Nearly a century after the triumph of modern art, public support for it remains like the Missouri River: a mile wide, an inch deep and decidedly muddy. Knowing what the experts say we ought to like isn’t the same thing as liking it. What the average American likes in the way of painting can be summed up in two words: Norman Rockwell. In 1975, Tom Wolfe wrote a book, “The Painted Word,” that purported to expose Abstract Expressionism as a scam concocted by a few New York critics. Wolfe was shouted down, but the suspicions he played on are still alive and virulent.

Fernanda Eberstadt’s third novel is set in the late 1980s, when there was much more at stake in judging works of art than simply one’s status as a connoisseur or a rube. Unprecedentedly big money was on the line. In this crucible, the public’s skepticism fused with the experts’ own rampant insecurity. Plunking down millions of dollars for a Rembrandt was one thing, but what about the doodles of a senile Willem de Kooning? Art was worth what the market said it was worth--and the market was going crazy.

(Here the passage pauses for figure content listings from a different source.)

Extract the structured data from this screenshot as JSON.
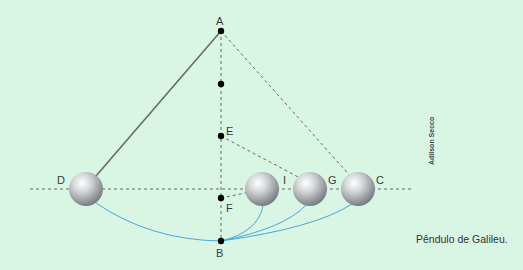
{
  "figure": {
    "caption": "Pêndulo de Galileu.",
    "credit": "Adilson Secco",
    "background_color": "#d9f5e4",
    "arc_color": "#4aa8d8",
    "string_color": "#666666",
    "dash_color": "#666666"
  },
  "points": {
    "A": {
      "label": "A",
      "x": 221,
      "y": 31
    },
    "M": {
      "label": "",
      "x": 221,
      "y": 84
    },
    "E": {
      "label": "E",
      "x": 221,
      "y": 136
    },
    "F": {
      "label": "F",
      "x": 221,
      "y": 198
    },
    "B": {
      "label": "B",
      "x": 221,
      "y": 241
    },
    "D": {
      "label": "D",
      "x": 86,
      "y": 189
    },
    "I": {
      "label": "I",
      "x": 262,
      "y": 189
    },
    "G": {
      "label": "G",
      "x": 310,
      "y": 189
    },
    "C": {
      "label": "C",
      "x": 358,
      "y": 189
    }
  },
  "labels": {
    "A": "A",
    "B": "B",
    "C": "C",
    "D": "D",
    "E": "E",
    "F": "F",
    "G": "G",
    "I": "I"
  }
}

“When the Sons of Heaven Meet the Daughters of the Earth” is a knowing satire of the New York art world just before the boom ended. It’s also a love story, a portrait of a young artist named Isaac Hooker (who appeared in Eberstadt’s last novel, “Isaac and His Devils”), and an unconvincingly hopeful announcement that the worst excesses of 20th century American culture may, thank God, be over.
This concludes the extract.